A) Yes, there would be a temptation to do this, but the land owner could sue. The more frequent this became the higher the incentive for someone to invent a way to hold culprits responsible and get a share of the settlement.

B) As consumables would move towards more environmentally disposal there would be less and less reason to do this as people would be getting paid for a large portion of their garbage, or at least get some benefits like tokens for discounts off a product for returning the packaging.

C) Isn't this what is happening already with landfills? 

 

I'm sure there are more solutions

Posted

I think you'd just have to purchase it the way you purchase waste disposal services. here, we pay $X for a garbage can, and $Y for a recycling can that catches all. While many places in the US and around the world a different system is used, where the customer is required to separate the recycling, and if they fail the company fines them. However, As much as recycling is nice and wonderful, there's no way to force people to participate in those programs. People have to choose to participate.

 

The reality is that many government regulations are actually the cause of plastic wrapper trash. Many items are mandated by law to be packed certain ways (for example food items).

Posted

 

I am curious how paying for garbage would change consumer packaging.  As it is now, so much of the food we buy comes in tupperware or ziplock bags.  Our sliced ham is actually in a plastic bag inside of a resealable plastic container.   If I had to pay more to dispose of it, I might settle for paper and I'm sure thriftier customers would bring the containers back to the store to have them refilled.

 

This is one clowny part of left environmentalism - I don't think they consider the role free trash removal and free roads might influence human behavior.

 

I think there would be some shift back towards paper packaging and package free loose produce. This could improve peoples health as a bonus.

Posted

If it is not a useful resource you would be here at my door saying have you got any aluminium cans, cna I buy them? have you got any craft carboard? can I buy it? how about any hubcapsthe only thing in the rubbish dump used to be broken potterythe rag pickers picked them upif no one wants to buy it then it is not useful. you should have to pay for disposing of it because you are damaging the planet with your hard-to-dispose-of waste. that is only fair.

 

If that is my argument the left says, well, it's not that they're not useful - it's just that it's more convenient for them to damage the planet by drilling more oil than by reusing the plastic we already have.
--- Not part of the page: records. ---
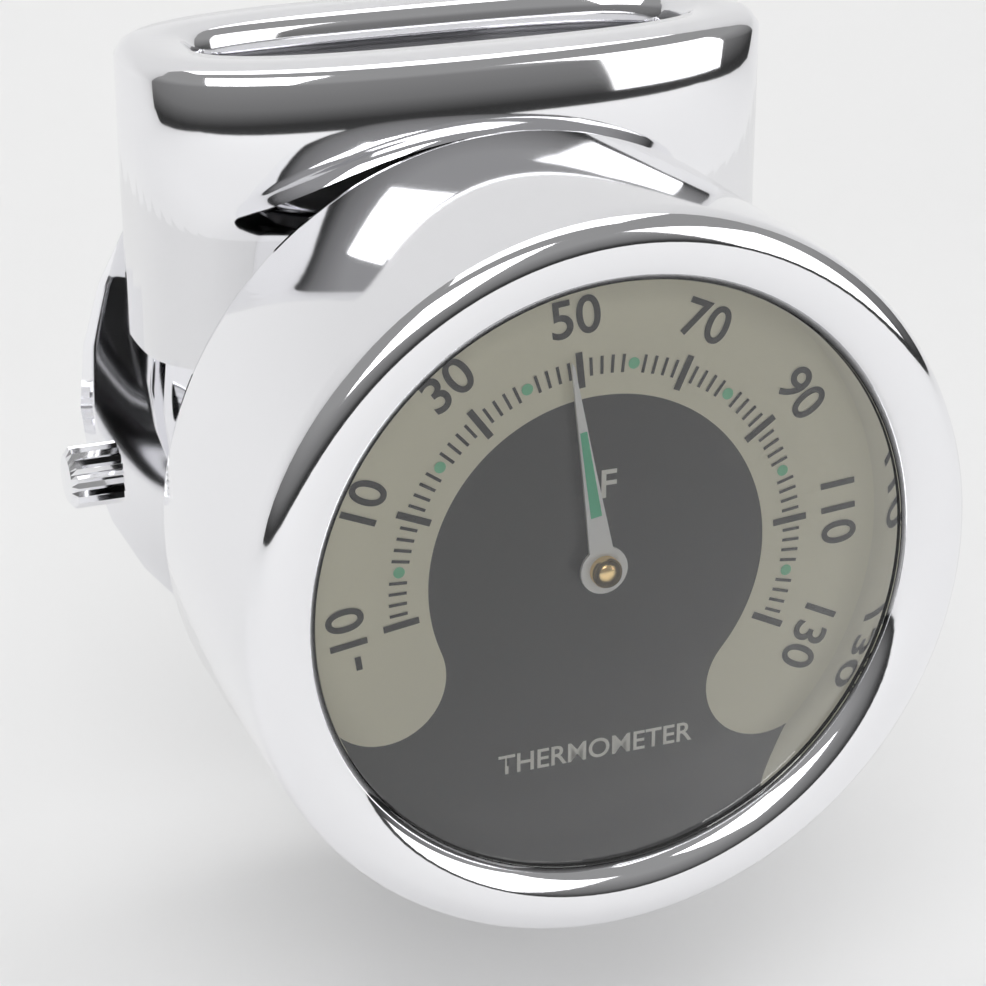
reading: 48 °F
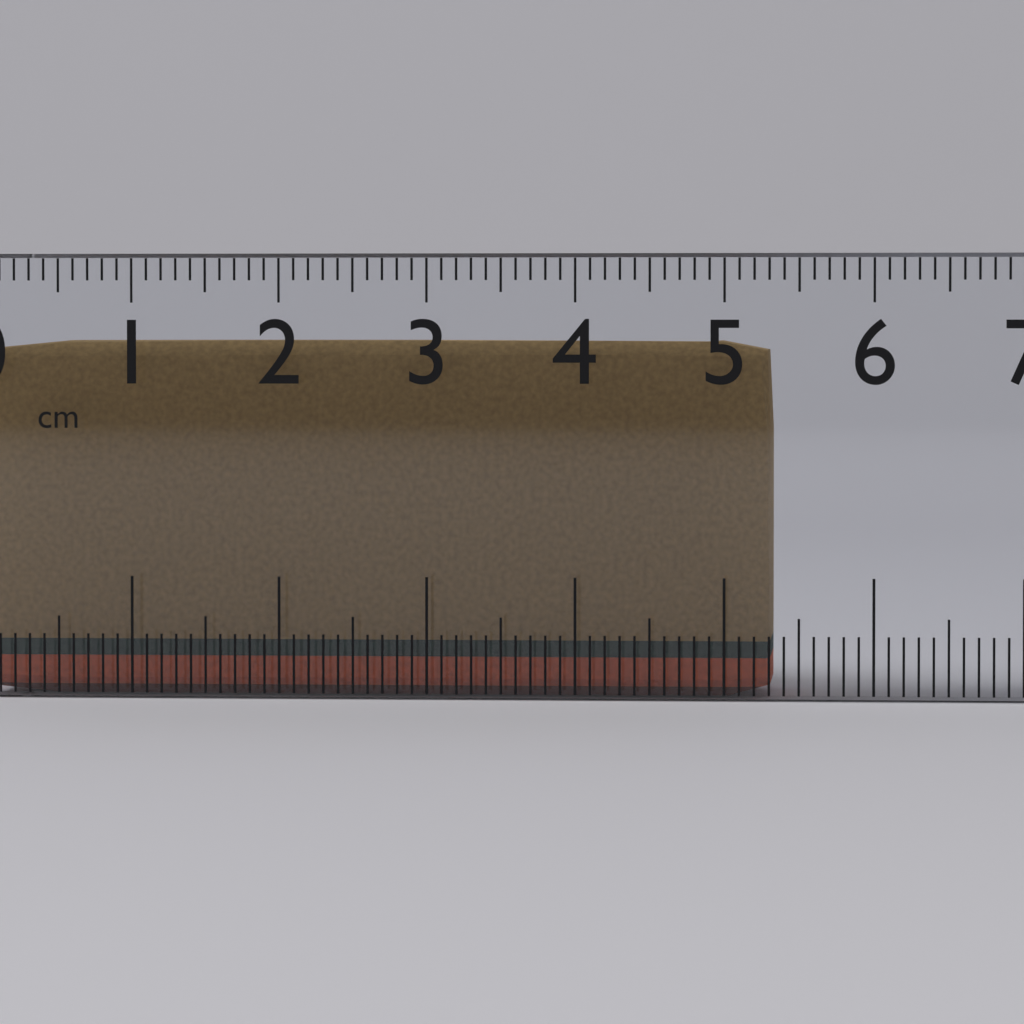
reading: 5.3 cm
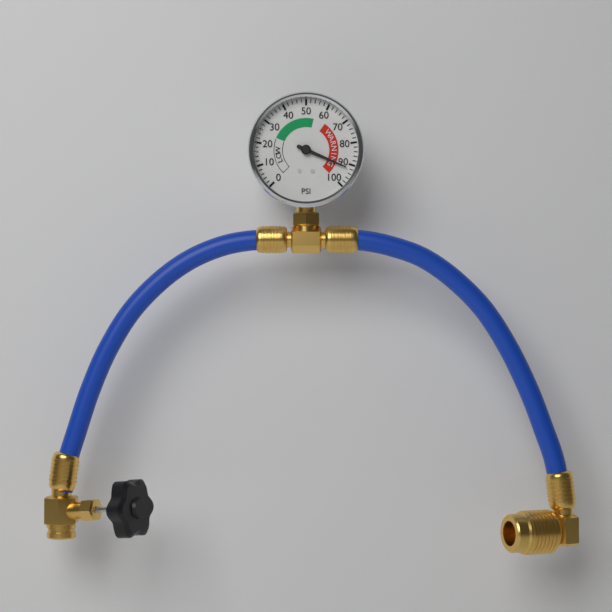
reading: 92 psi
That's inconsiderate to our children who will have to pay for more il because we didn't recycle.

 

What is your reposte?

  • 2 weeks later...
Posted

My brother was saying how an electronics outlet would throw out their old stock and lock the bins and how wasteful this was

 

this would be very unlikely if trash disposal was privatised because the trash disposal company would just sell it!

Posted

Here in Finland garbage collection is in private hands. For example in our building we can recycle almost anything you can imagine and because of that we have five different trucks coming each week. Recycling is considered a responsible thing to do and people might even brag about how they can recycle everything in their apartment building or vice versa complain how poor recycling opportunities they have in their building.